Syria is believed to have accumulated huge supplies of mustard gas, sarin nerve agent and cyanide. Mr. Assad and other members of his government have said that the weapons would not be used except in the case of foreign intervention —a threat that has been interpreted as an attempt to deter any attack by Western nations.
The United States, Mr. Obama said, was closely monitoring the situation for any signs that weapons had been moved. While he did not say there was evidence, he said that, given the volatility of the crisis, he could not be absolutely confident that Mr. Assad’s government would not try to deploy these weapons.
“At this point,” Mr. Obama said, “the likelihood of a soft landing seems pretty distant.”
 The president’s comments on Syria came at the end of a brief but fairly wide-ranging news conference, in which he also addressed the recent spate of attacks by Afghan troops on their American counterparts, which he called “deeply troubling” and said he planned to raise directly with President Hamid Karzai of Afghanistan.
In Syria, Mr.

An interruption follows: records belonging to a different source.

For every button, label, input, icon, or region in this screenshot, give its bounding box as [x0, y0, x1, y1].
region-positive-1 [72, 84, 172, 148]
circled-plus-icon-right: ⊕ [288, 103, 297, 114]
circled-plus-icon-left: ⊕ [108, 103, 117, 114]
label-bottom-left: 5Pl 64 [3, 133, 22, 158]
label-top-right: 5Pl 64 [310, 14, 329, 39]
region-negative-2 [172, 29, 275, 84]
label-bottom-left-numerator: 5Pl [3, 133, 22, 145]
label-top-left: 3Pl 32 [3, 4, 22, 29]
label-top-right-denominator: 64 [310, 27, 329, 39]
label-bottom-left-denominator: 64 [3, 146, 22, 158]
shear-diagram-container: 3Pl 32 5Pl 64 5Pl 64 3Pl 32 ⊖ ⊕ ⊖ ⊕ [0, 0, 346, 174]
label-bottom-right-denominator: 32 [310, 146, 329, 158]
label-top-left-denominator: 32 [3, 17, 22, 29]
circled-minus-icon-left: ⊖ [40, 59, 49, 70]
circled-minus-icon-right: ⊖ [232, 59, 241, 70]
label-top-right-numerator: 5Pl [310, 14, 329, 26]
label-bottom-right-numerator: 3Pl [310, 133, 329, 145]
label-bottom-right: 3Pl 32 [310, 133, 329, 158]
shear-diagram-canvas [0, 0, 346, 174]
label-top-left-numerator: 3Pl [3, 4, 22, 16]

Assad’s forces stepped up their attacks in and around the southwest city of Dara’a on Monday, with activists reporting raids, summary executions of suspected opposition figures, and intensified shelling that threatened to reach across the Jordanian border as it did a day earlier, wounding a young girl inside Jordan.
The assault on Sunday, criticized on Monday by the Jordanian government, seemed to be part of an extended campaign by the Syrian government to regain control of the area, the birthplace of the uprising, which has more recently been the source of several high profile defectors including the former prime minister, Riad Farid Hijab.
Activists said the city was under siege. After shelling hit a field hospital on Sunday, killing doctors and nurses, medical services and supplies were in short supply, said Kayssar Habib, a spokesman for the opposition Sham News Network in Dara’a. He and other activists also said that extrajudicial executions were now on the rise in Dara’a.
“The regime forces are taking men out of shelters and executing them,” said Mr. Habib. “Most of them are civilians.”
House to house raids targeting the opposition seem to be expanding elsewhere as well. On Monday, activists circulated a video online showing the unidentified bodies of 10 people activists said were civilians killed in the Damascus neighborhood of Al-Qaboun. In the video, the bodies – including several women — appeared on a street corner, with many seemingly bearing the marks of torture.
Elsewhere, in the province of Damascus, activists reported heavy shelling. The Syrian Observatory for Human Rights, an opposition group based in Britain, said several rockets hit a hospital in one Damascus suburb.
In Aleppo, the ground battles continued between the Free Syrian Army and government forces. Clashes were reported next the military court and the ruling Baath Party headquarters in Al-Jamiliya’s central district, bordering the city’s old quarters, according to the Observatory, which has a network of contacts inside Syria.
The military also dropped fliers on the city warning “loyal citizens” against hosting “terrorists,” the label the regime uses for rebel fighters. Other fliers dropped on Aleppo offered safe passage for civilians wishing to cross military checkpoints, possibly an effort to convince noncombatants to leave the city in advance of military raids.
Mark Landler reported from Washington, and Damien Cave from Beirut, Lebanon. Dalal Mawad contributed reporting from Beirut.